The last company I was at was a greenfield cloud thing. They had no app stacks, everything was brand new. Their existing technology was outsourced and that company did everything from software dev to hosting and support etc. At one point before I started the company felt they had outgrown that outsourced provider and wanted their own tech team to build their own app stack. So they hired a CTO and he built a team, and they started building the new software stack.
He hired a former manager of mine whom hired me at the previous company, I worked with him only a couple of months but that was enough I guess. That previous company was hosted in Amazon cloud(also greenfield). This manager saw the pitfalls of that and wanted me at the new company mainly to move them OUT of the cloud (they had yet to actually launch for production).
They launched production in Sept 2011(I joined May 2011), after doing many weeks of their best efforts at performance/scale testing(I was not involved in any of that part). All of those results were thrown in the trash after a couple of weeks and the knobs got turned to 11 to keep up with the massive traffic. Costs skyrocketed as well, as did annoying problems with the cloud. We started ordering equipment for our small colo (2 racks, each roughly half populated initially) in early Nov 2011, and installed it in mid Dec 2011, and then moved out of Amazon to those two racks in early Feb 2012(I was a bit worried as there was a manufacturing flaw in our 10Gig Qlogic NICs that was yet to be solved, ended up not causing any impacting issues though). I repeated a similar process for their EU business which had to be hosted in the Netherlands, I moved them out in July 2012 to an even smaller infrastructure, probably about half a rack at the time. In both cases, equipment was at a proper co-location, not in a server room at an office.
The project was pitched by my manager as having a 7-8 month ROI, the CTO got on board. It wasn't easy convincing the board but they went with it. Project was a huge success. I dug up the email the CTO sent back in 2012, and sent it to the company chat on the 10th anniversary last year. He said in part "[..] In day 1, it reduced the slowest (3+ sec) Commerce requests by 30%. In addition, it reduces costs by 50% and will pay for itself within the year."

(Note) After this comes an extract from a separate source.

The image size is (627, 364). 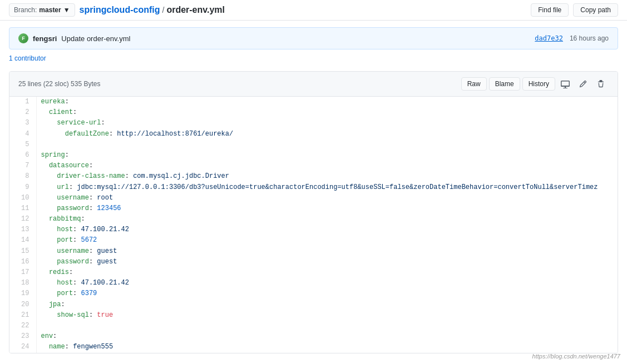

I believe we saved in excess of $12M in that decade of not being hosted in cloud(especially considering the growth during those years). Meanwhile had better performance, scalability, reliability, and security. Last/Only data center failure I've experienced was in 2006 or 2007, Fisher Plaza in Seattle. I moved the company I was at out of there quite quick after that (they were already there went I started). Remember that cloud data centers are built to fail(a term I started using in 2011), meaning they are lower tier facilities which is cheaper for them, and is a fine model at high scale, you have to have more resilient apps or be better prepared for failure vs typical enterprise on prem situation.
So count me as someone who disagrees, greenfield cloud is rarely the best option.